When it comes to commemorating violent versus beneficial historical events , it usually proves that male journalists are from Mars and the women from Venus.

And since most executive editors and executive producers are still men , guess which kind of historical events are splashed about and which get merely 'noted' ?

Wartime New York had two Manhattan Projects - one pioneering death-dealing atomic bombs and the other pioneering life-saving penicillin.

Both will be celebrating their seventy five anniversaries next year but it is quite likely that you will only see news stories about one of them.
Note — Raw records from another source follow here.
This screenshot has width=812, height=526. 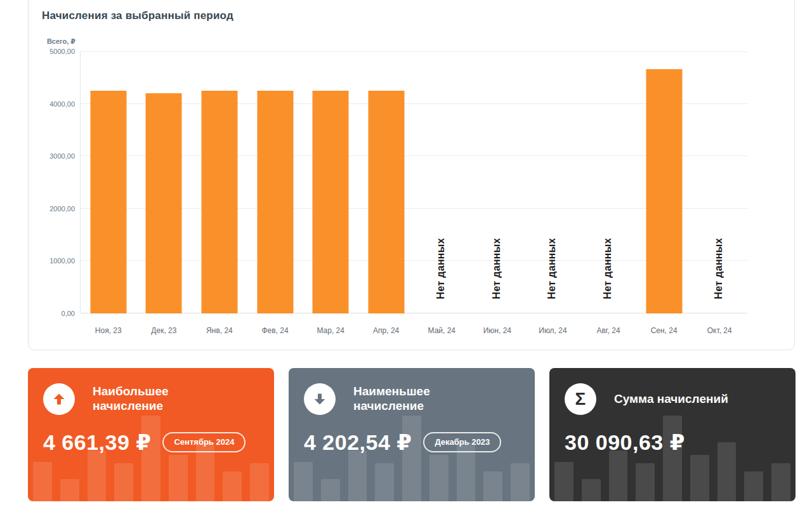 What do you see at coordinates (320, 399) in the screenshot?
I see `arrow-down-icon` at bounding box center [320, 399].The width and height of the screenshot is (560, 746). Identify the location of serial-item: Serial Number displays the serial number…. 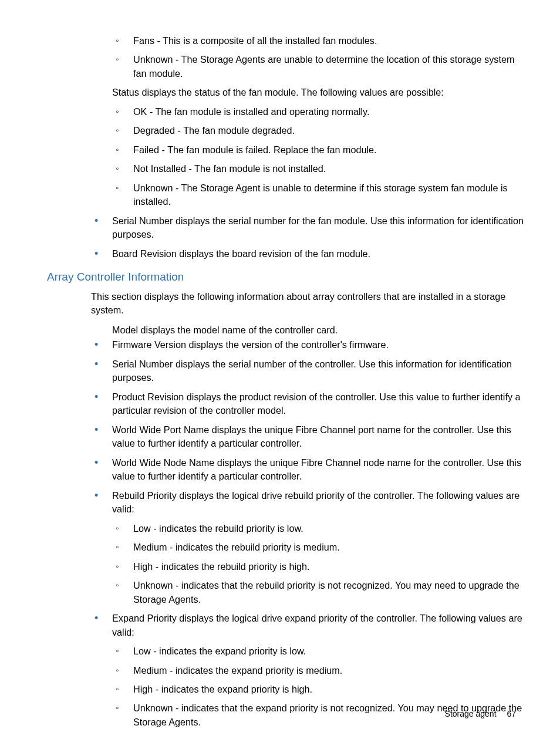
(308, 228).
Agape's TRINITY : dawning the Age of Antibiotics , October 16th 1940 , New York City

To female members of the media reading this blog : 


Another 16th day , July 16th 1945 , is considered the dawn of the Atomic Age , our new age of possible instant global death , and it is a day well marked by (male) historians and (male) journalists alike.

But who marked then - who will mark now (because its seventy fifth anniversary is next October 2015)  - of the dawning of a more hope-filled and life-saving age, our current Age of Antibiotics ---- if not you ?
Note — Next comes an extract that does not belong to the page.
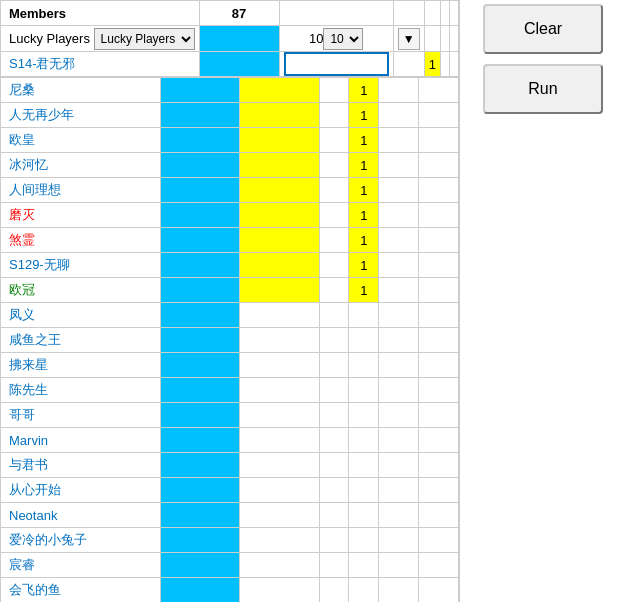 The width and height of the screenshot is (626, 602). Describe the element at coordinates (280, 340) in the screenshot. I see `row-11-col10` at that location.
Fungus cloud rises 35,000 ft over New Mexico desert as Oppenheimer intones "I am become death , destroyer of nations"

The Boys Own Manhattan Project

Trinity's famous FUNGUS cloud

The seminal image of the other Manhattan Project, the Boys-Own version , is of a lethal fungus cloud radiating forth , roiling and boiling as it ascended to 35,000 feet above the New Mexico desert . Down below , Dr Robert Oppenheimer intoned portentously "I am become Death, destroyer of nations".

Doctor Mom's Manhattan project 

Lifesaving MONSTRANCE of penicillium


Dr Martin Henry Dawson's Manhattan Project ( the Doctor-Mom's version) also had its seminal image , also of a fungus radiating forth.

It was held aloft like some sort of Roman Catholic monstrance (albeit by devout Presbyterian layperson Dr Gladys Hobby in New York's Presbyterian hospital !) to offer hope and succour to SBE patients facing imminent death.

This lifesaving fungus radiated forth in all directions over a large Petri dish, with its golden droplets along the wedge lines in the green blue mold looking like the rays of the sun itself.

Two wildly different fungus , two wildly different faces of Janus Manhattan.

Wednesday, June 4, 2014

When the UVic Press was just a photocopier, stapler and a paper cutter...

Browsing in the stacks of one of my local university libraries a while back,  I discovered that the "academically-correct police" there had missed a few 'bad taste' errors from the past in their pogrom to get rid of unread books.

It was a massive three volume monograph from the University of Victoria (BC) Press -- about 200,000 words in total -- dating from the mid-1980s.

That is a big work by any standards - for an academic work or a commercial novel.

Interesting to me (and shocking to many) it was just three simple staple bound (aka saddle bound) volumes with soft paper 'selfcovers'.

Monday, June 2, 2014

Martin Henry Dawson (1896-1945) : died much too young , so billions won't

When ten billion of us - so far - have lived longer and healthier lives because of Dr Dawson's agape sacrifice, it would seem that some stone monument to mark his brief time on Earth is neither fully adequate -- or required.